| > Why would it crash hard unless interest rates go up by a significant amount? The 2008-era crisis in theory should have resulted in a whole heap of financial managers taking their companies bankrupt/to a place of horrid returns and being blacklisted from ever managing a lemonade stand. But they were bailed out, so now they got promotions instead for record returns or whatever it is they've been doing since. Since the finance industry has substantial control over what everyone else does, that leaks out into the real world. So, the intuition is that the system is being corrupted and people with no ability to make good decisions are being put in charge. At some point that should boil over. You can fit math models to that and guess which metric will blow out first. I'm not sure how much I buy that argument; people have an incredible ability to put up with suboptimal circumstances. But when you put idiots in charge there is always a risk that they do something spectacularly stupid so my personal guess is at some point the pensions crack and trigger something. It is a spectator sport in a way. Maybe America is productive enough that they can cope with a few bad eggs in the financial markets. Maybe the taxpayers can shoulder all burdens! POSTSCRIPT Just for fun, veering off topic. https://en.wikipedia.org/wiki/List_of_bank_mergers_in_the_Un... My interpretation is that something went wrong with bank regulation in the late 70s or early 80s. That is when the too-big-to-fail snowball started rolling; since then the stresses in the system seem to have been building. 2008 was a nasty blow. |
Yes, it's called "Ronald Wilson Reagan" and was worsened when Glass Steagall was repealed by Clinton in a remarkably short-sighted move. Another poster already mentioned the Savings and Loan crisis that happened in the 90s that took taxpayers for a ride to the tune of 130 billion dollars (around 250 billion dollars today). We should have learned from it but for some reason (probably greed) we made the same mistakes again with Glass-Steagall and then not even 10 years after repealing that we reaped our rewards: subprime mortgages falling apart and taxpayers footing the bill while thousands were foreclosed on. The same is happening with auto loans right now.
For some reason, if you are a white collar criminal, the rules don't apply to you. No matter how much you fuck up and how much illegal shit you do, none of it sticks. Look at Boeing. 346 people died, but I honestly bet the worst thing that happens to any of the managers that OK'd that plane is they lose their jobs; realistically they probably won't even lose that. Maybe not get a bonus.

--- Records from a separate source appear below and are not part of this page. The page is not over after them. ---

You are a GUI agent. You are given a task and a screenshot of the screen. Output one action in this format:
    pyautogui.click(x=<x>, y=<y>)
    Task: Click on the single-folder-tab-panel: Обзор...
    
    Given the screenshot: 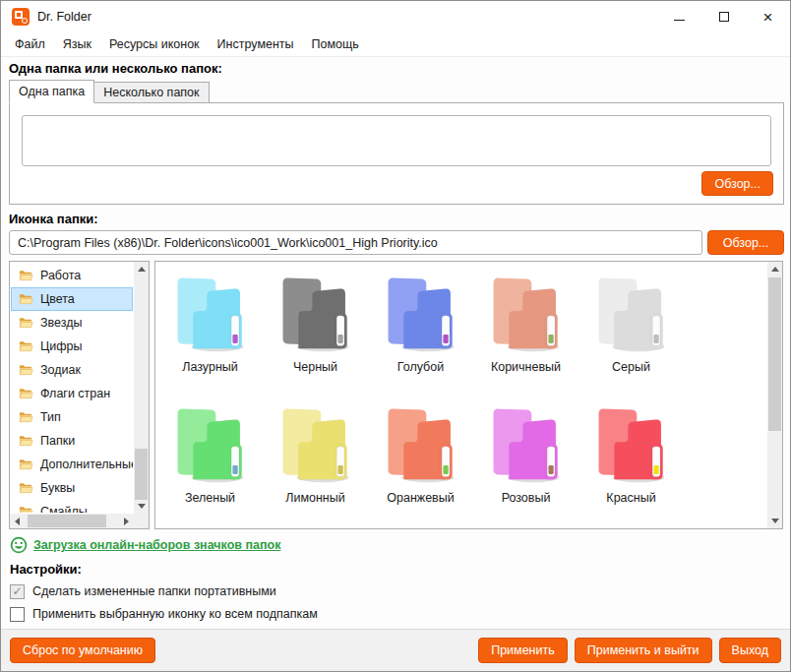 What is the action you would take?
    pyautogui.click(x=396, y=153)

The common thread here is not just with deregulation being seen as the magical cure all that fixes all our problems (because as it turns out, sometimes we have regulations for very good reasons!) but that there are simply no consequences for doing bad things if you are stealing from or hurting the average American taxpayer. The only difference between Bernie Madoff and the bankers in 2008 that grifted us all is that Madoff made the mistake of trying to steal from the rich.